During this period, she also grew closer to God, joining in the work of the Catholic Association of Polish Nurses in 1937.
In 1939, Poland saw the outbreak of World War II. After the war and after the opening of a university school of maternity and nursing in Krakow, she worked as the head of the department dedicated to home nursing.
Chrzanowska was especially dedicated to the proper formation and preparation of her students, including offering advice and assistance while accompanying her students on visits to patients confined at home.
In 1966 she contracted cancer. Despite operations, the disease spread and eventually led to her death on April 29, 1973 in Krakow.
Her cause for canonization was opened Nov. 3, 1998, and her beatification Mass will take place at the Sanctuary of Divine Mercy in Krakow April 28.
Galuszka said that the miracle which paved the way for Chrzanowska’s beatification was the healing of a 66-year-old woman, who had suffered from a cerebral hemorrhage and mild heart attack.
The woman had become paralyzed in both legs and a hand and was considered to have no chance of surviving.
While in a coma, she had a dream that Hanna Chrzanowska appeared to her and said, “Everything will be fine.” Waking soon after, she surprised the doctors, because not only could she speak normally, but she could move her limbs, Galuszka said.

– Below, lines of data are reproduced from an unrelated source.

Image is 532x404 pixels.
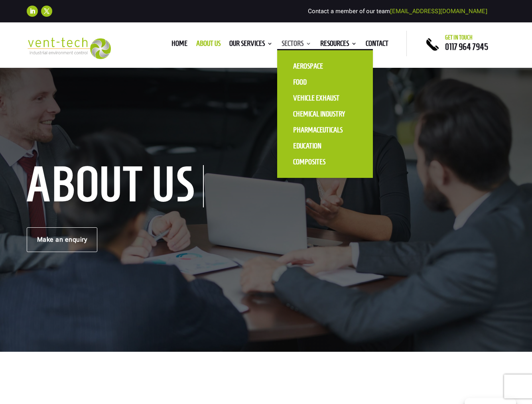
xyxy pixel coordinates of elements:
[27,165,204,207] h1: About us
[445,34,472,40] span: Get in touch
[229,40,273,49] a: Our Services
[445,42,488,52] a: 0117 964 7945
[285,154,364,170] a: Composites
[285,106,364,122] a: Chemical Industry
[285,122,364,138] a: Pharmaceuticals
[282,40,311,49] a: Sectors
[172,40,187,49] a: Home
[285,138,364,154] a: Education
[196,40,220,49] a: About us
[365,40,388,49] a: Contact
[389,7,487,15] a: [EMAIL_ADDRESS][DOMAIN_NAME]
[285,58,364,74] a: Aerospace
[27,37,111,59] img: 2023-09-27T08_35_16.549ZVENT-TECH---Clear-background
[27,228,98,252] a: Make an enquiry
[285,90,364,106] a: Vehicle Exhaust
[41,6,52,17] a: Follow on X
[27,6,38,17] a: Follow on LinkedIn
[320,40,357,49] a: Resources
[285,74,364,90] a: Food
[308,7,487,15] span: Contact a member of our team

It was later discovered that on the same day she was miraculously healed, the woman’s friend, a nurse, had attended a Mass and prayed for her healing through the intercession of Venerable Hanna Chrzanowska.
[…]
I have been a member of the neocatechumenal way for more than 20 years. Through it, I came back to the Church. There are certainly aspects that be improved, and if there are corrections to be made they should be made. What I just don’t understand is why criticisms that simply aren’t true keep being repeated over and over again. I understand it even less when this is done by media which are committed to the church. To be concrete: I have celebrated the Eucharist in many different neocatechumenal communities in different countries and I have never ever seen the Blood of Christ being passed from hand to hand. There also is no lay preaching in mass. There are short introductions to the readings and short personal “echoes” to the Word of God before the priest’s homily. It is true that in many communities Holy Communion is received while sitting, but there are dioceses where the Bishop has said that Communion is to be received standing, and this has been done so.
In Christ.
Neocat, perhaps that is your experience and I do not doubt your word. The NC Way made its way to my parish a couple of years ago. They wanted private Masses, separate from the parish Masses, celebrated on Saturdays, at which only their members were welcome. They concocted their own Eucharistic bread. And they did indeed sit through Holy Communion, and had lay people preaching (a parishioner friend attended and was shocked). They did not use our consecrated church and altar, but insisted on a table and folding chairs in a former servers’ sacristy. Our good pastor permits them to meet, but no longer permits them to celebrate Mass on their own, in this manner. When the parish had an evening of Reconciliation, the NC Way people mingled among our parishioners and urged us to all sit together and participate in their service. I told the young man who approached me, who was apparently a seminarian in an NC Way seminary, that I need to concentrate on my own prayer before Confession, and that I wanted to be alone with God (I personally have to get my nerve up for Confession – it does not come easily to me). I told him it is not a social opportunity – it is a holy Sacrament. He apologized and left me alone, but he continued to push other parishioners to sit together and to participate in the NC Way service. I found this very distracting and disrespectful of our parishioners and of the Sacrament of Confession. I am afraid the NC Way is not for me, and with apologies and respect to you, I do not have a good impression of them.